142  Each thread holds up to NUM_CONCURRENT locks at a time.
143
144
145func/prio-preempt testcases :
146=============================
147prio-preempt.c:
148- Tests priority preemption.  Main thread creates multiple number of threads
149  with different priorities, all fight for holding mutexes.  Threads sleep and
150  wake-up with condvars.  Testcase exhibit scheduling of threads in accordance
151  with priority-preemption.
152
153
154func/prio-wake testcases :
155==========================
156prio-wake.c:
157- Tests priority ordered wakeup with pthread_cond_*.  It creates number of
158  worker threads with increasing FIFO priorities.  By default, the number of
159  worker threads is equal to number of cpus.  The time when worker thread
160  starts running is noted.  Each of the worker thread then waits on same
161  _condvar_.  The time it wakes up is also noted.  Once all the threads finish
162  execution, the start and wakeup times of all the threads are displayed.  The
163  output must indicate that the thread wakeup happened in a priority order.
164
165
166
167func/pthread_kill_latency testcases :
168====================================
169pthread_kill_latency.c:
170- Measures the latency involved in sending a signal to a thread using
171  pthread_kill.  Two threads are created - the one that receives the signal
172  (thread1) and other that sends signal (thread2).  Before sending the signal,
173  the thread2 waits for thread1 to initialize, notes the time and sends
174  pthread_kill signal to thread1.  Thread2, which has defined a handler for the
175  signal, notes the time it receives the signal.  The maximum and minimum
176  latency is reported.
177
178
179func/sched_football testcases :
180===============================
181sched_football.c:
182- A scheduler test that uses a football analogy.  The premise is that we want
183  to make sure that lower priority threads (the offensive team) do not preempt
184  higher priority threads (the defensive team).
185
186
187func/sched_jitter testcases :
188=============================
189sched_jitter.c:
190- Measures scheduling jitter between realtime processes.
191
192
193func/sched_latency testcases :
194==============================
195sched_latency.c:
196-  Measures the latency involved with periodic scheduling.  A thread is created
197   at priority 89.  It periodically sleeps for a specified duration (PERIOD).

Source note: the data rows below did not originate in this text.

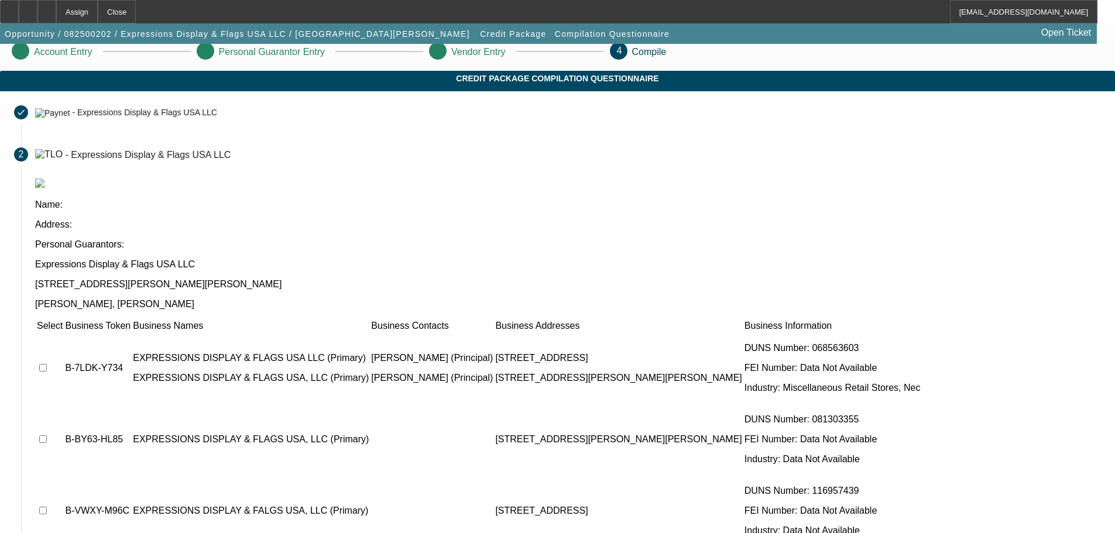  I want to click on img: TLO, so click(49, 154).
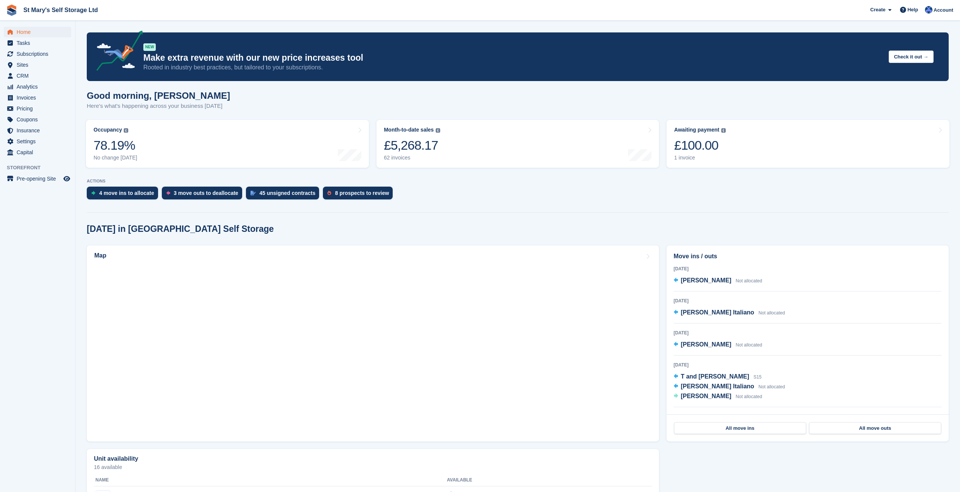 This screenshot has width=960, height=492. What do you see at coordinates (39, 32) in the screenshot?
I see `span: Home` at bounding box center [39, 32].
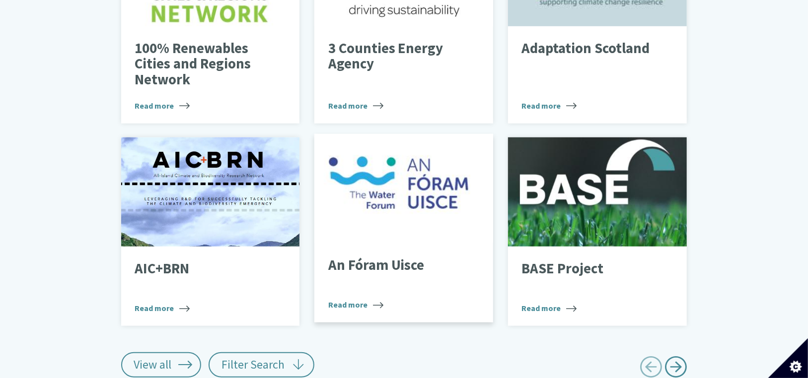 Image resolution: width=808 pixels, height=378 pixels. Describe the element at coordinates (396, 56) in the screenshot. I see `p: 3 Counties Energy Agency` at that location.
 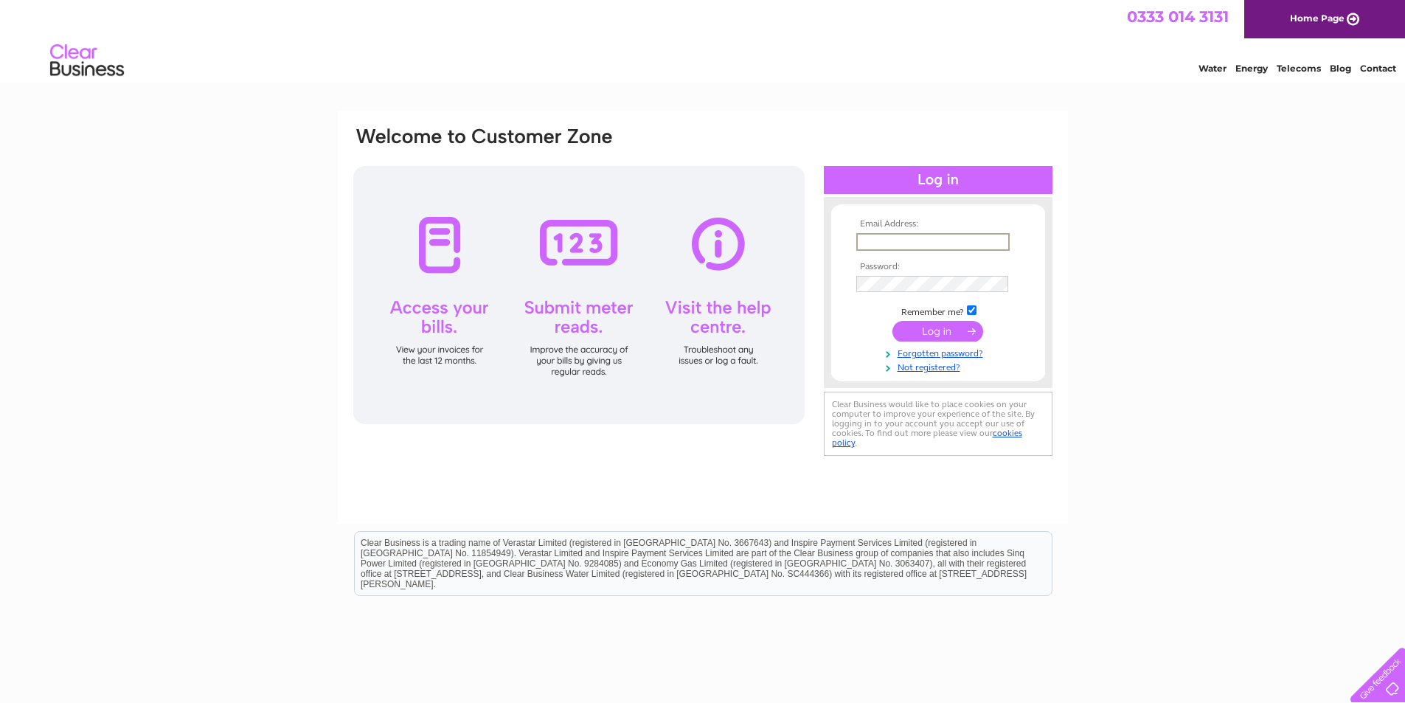 I want to click on span: 0333 014 3131, so click(x=1178, y=16).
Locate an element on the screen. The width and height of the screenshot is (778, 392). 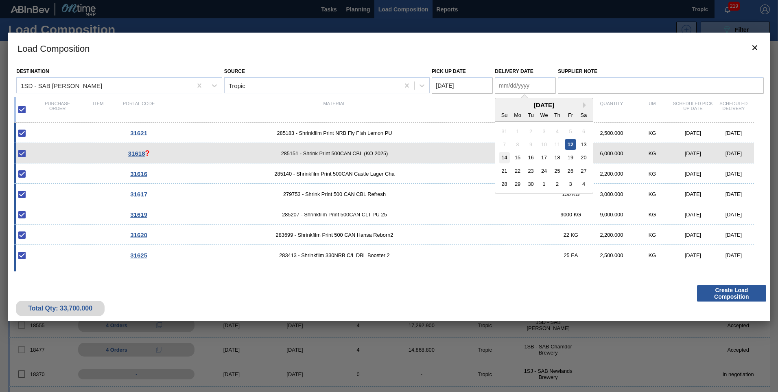
div: Tropic is located at coordinates (237, 85).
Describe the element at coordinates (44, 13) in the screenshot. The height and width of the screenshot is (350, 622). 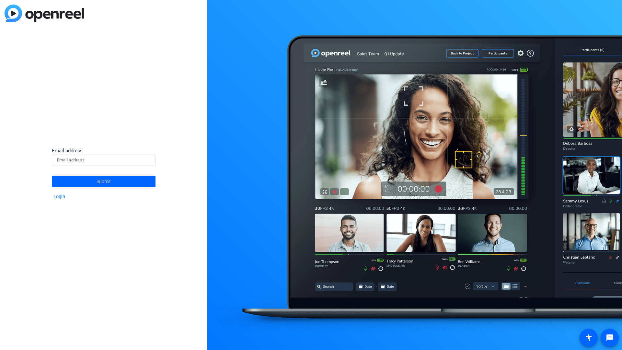
I see `img: blue-gradient.svg` at that location.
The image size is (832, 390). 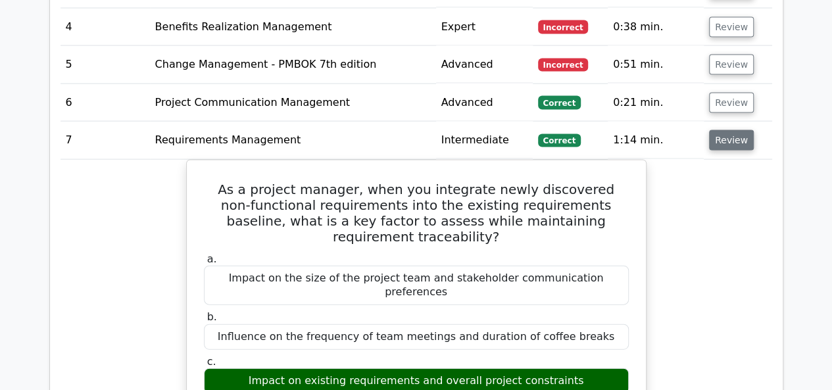 I want to click on td: 5, so click(x=105, y=64).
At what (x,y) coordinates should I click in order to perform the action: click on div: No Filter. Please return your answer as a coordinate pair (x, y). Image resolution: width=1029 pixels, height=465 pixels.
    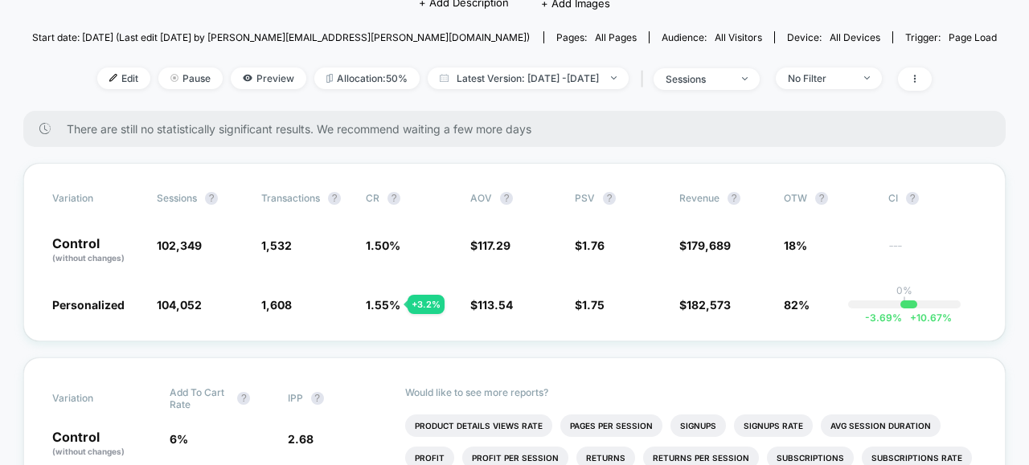
    Looking at the image, I should click on (820, 78).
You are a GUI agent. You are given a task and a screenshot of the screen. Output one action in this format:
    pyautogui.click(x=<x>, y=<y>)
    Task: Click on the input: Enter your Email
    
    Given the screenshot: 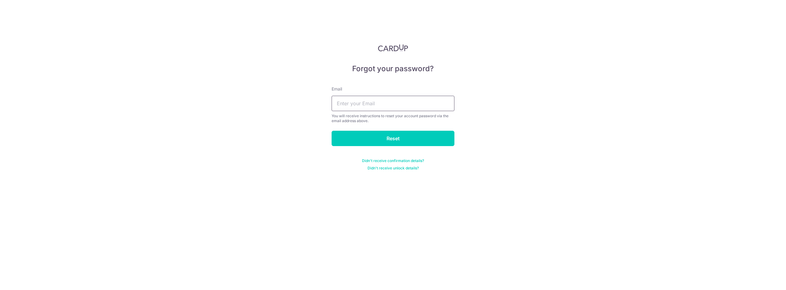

198   The delay is measured as delay = (now - start - i*PERIOD) converted to
199   microseconds where now = CLOCK_MONOTONIC gettime in ns, start =
200   CLOCK_MONOTONIC gettime at the start of the test, i = iteration number,
201   PERIOD = the period chosen.
202
203
204func/thread_clock testcases :
205=============================
206tc-2.c:
207- Check if clock_gettime is working properly.  This test creates NUMSLEEP
208  threads that just sleep and NUMWORK threads that spend time on the CPU. It
209  then reads the thread cpu clocks of all these threads and compares the sum
210  of thread cpu clocks with the process that spend time on the CPU.  It then
211  reads the cpu clock of all these threads and compares the sum of thread cpu
212  clocks with the process cpu clock value.  The test expects that: the cpu
213  clock of every sleeping thread shows close to zero value.  Sum of cpu clocks
214  of all threads is comparable with the process cpu clock.
215
216
217perf/latency testcases :
218========================
219pthread_cond_latency.c:
220-  Measures latencies involved in pthread_cond_t
221
222pthread_cond_many.c:
223- Measures latencies involved in pthread_cond_t.  This test executes in
224  many processes running together and contesting to being scheduled.
225
226
227stress/pi-tests testcases :
228===========================
229testpi-3.c:
230- Tests priority inheritance under stress conditions.  Test runs in two
231  scenarios: non-pi and pi.
232
233
234lookup_pi_state.c:
235- Tests lookup_pi_state under stress conditions.  Test creates one master and
236  several slave threads, all fighting for mutexes.